Why Your Monolith Is Not the Problem
Microservices have been the dominant architectural recommendation in software engineering for a decade. The case for microservices, independent deployability, team autonomy, technology flexibility, is well-understood. Less well-understood is what actually happens when teams decompose a working monolith into microservices prematurely, and how many of the failures blamed on the monolith are actually failures of a different kind.
The pattern is consistent enough to be diagnostic: a team has a monolith that is getting hard to work with. They read about microservices, get excited, and begin decomposition. Two years later, they have a distributed monolith, all the coupling of the original plus the operational complexity of managing 30 services plus distributed transaction problems that did not exist before.
What Monolith Problems Actually Look Like
Before decomposing anything, it is worth being precise about which monolith problems you actually have. The common complaints are: slow build times, long test suites, deployment coupling (one bug blocks all deployments), and team coupling (two teams constantly stepping on each other's code).
Each of these has solutions that do not require service decomposition. Slow build times: incremental compilation, build caching (Turborepo, Gradle, Buck), and parallel test execution. Deployment coupling: feature flags and separate deployment tracks within the monolith. Team coupling: module-level ownership enforcement, documented interfaces between modules, and architecture fitness functions that prevent cross-module coupling from accreting silently.
The Modular Monolith Pattern
The modular monolith is the pattern that teams usually wish they had built before decomposing. It is a single deployable unit with strictly enforced module boundaries. Modules can only communicate through defined interfaces, not by direct function call or shared database table.
The enforcement mechanism varies by language. In Java or Kotlin, module visibility rules and JPMS can enforce this. In TypeScript, barrel exports and ESLint rules that block cross-module imports. In Python, explicit package structure and import linting.
A modular monolith solves the team coupling problem without introducing distributed systems complexity. It also creates the right foundation for future decomposition: when a module genuinely needs to be extracted into a service, the interface already exists and the extraction is straightforward.
The Strangler Fig: When Decomposition Makes Sense
The strangler fig pattern is the right decomposition approach for monoliths that genuinely need decomposition. The principle: extract functionality incrementally, routing requests to new services while the old monolith handles the rest. Never do a big-bang rewrite.
The practical version: put a proxy layer in front of your monolith. Route specific request paths to new services as they are built. The monolith handles everything the proxy does not explicitly route elsewhere. Over time, the monolith shrinks and the new services expand. You can stop at any point and still have a working system.
When Microservices Actually Make Sense
The cases where microservices are genuinely warranted: dramatically different scaling requirements, genuinely separate team structures operating with different release cadences, and components that need to be developed in different languages because the problem domain favors a different runtime.
Size is not a decomposition criterion. Coupling, scaling requirements, and team independence are decomposition criteria. A 500K line modular monolith with clean module boundaries and fast build times is a better engineering platform than 50 microservices with unclear ownership, cross-service transaction complexity, and a Kubernetes cluster that costs $3K per month to operate.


*Required action*. Using the data below, return word for word every line from the one holding "This screenshot has" down to the one holding "The height and". Leave pictures out.

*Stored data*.
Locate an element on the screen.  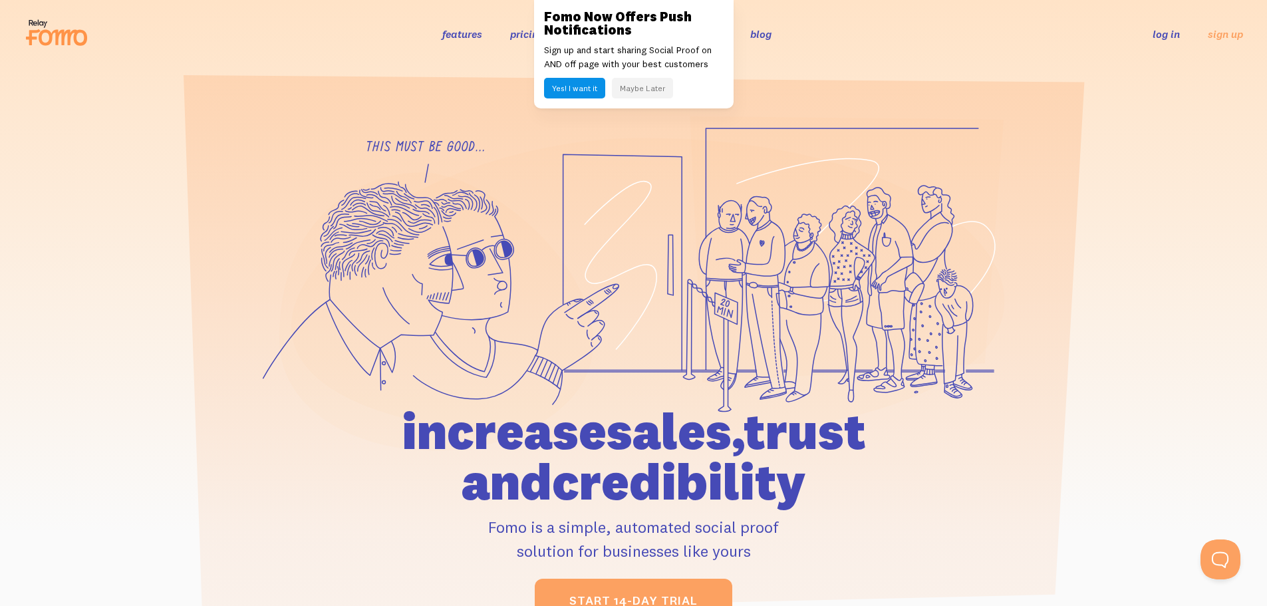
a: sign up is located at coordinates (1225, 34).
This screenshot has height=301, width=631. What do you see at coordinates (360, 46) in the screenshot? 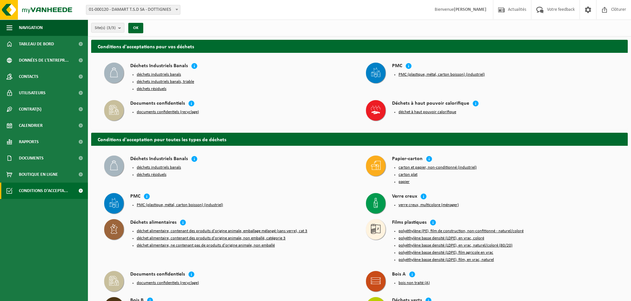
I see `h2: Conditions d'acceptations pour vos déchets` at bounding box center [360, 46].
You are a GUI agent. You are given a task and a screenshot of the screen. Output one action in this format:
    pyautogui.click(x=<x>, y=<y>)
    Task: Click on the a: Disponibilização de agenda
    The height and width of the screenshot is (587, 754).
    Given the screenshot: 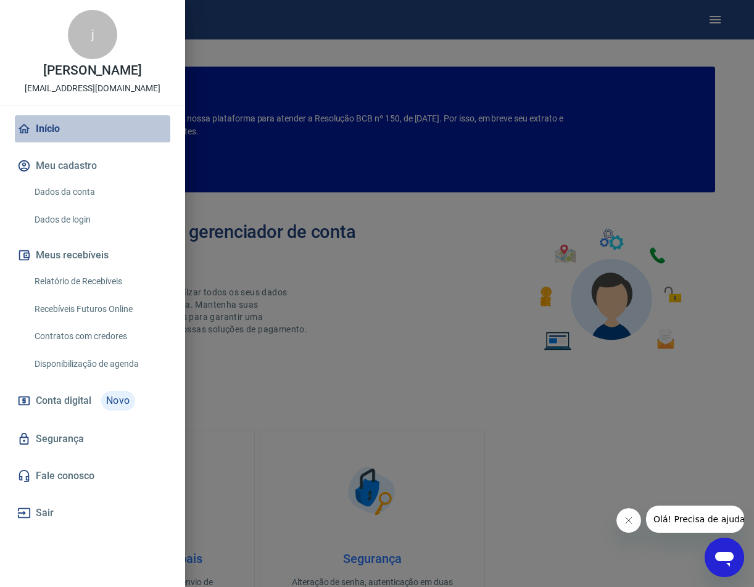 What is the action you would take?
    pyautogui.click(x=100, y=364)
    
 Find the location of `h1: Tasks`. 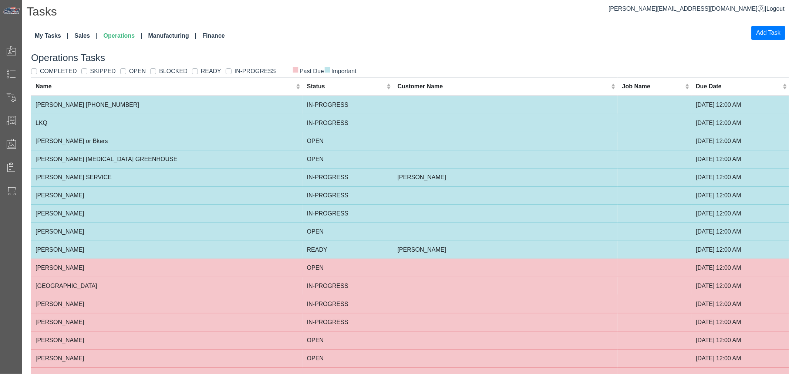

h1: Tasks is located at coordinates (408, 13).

*Output below*.
This screenshot has height=301, width=631. What do you see at coordinates (360, 46) in the screenshot? 
I see `h2: Conditions d'acceptations pour vos déchets` at bounding box center [360, 46].
You are a GUI agent. You are given a task and a screenshot of the screen. Output one action in this format:
    pyautogui.click(x=<x>, y=<y>)
    Task: Click on the a: Disponibilização de agenda
    The height and width of the screenshot is (587, 754).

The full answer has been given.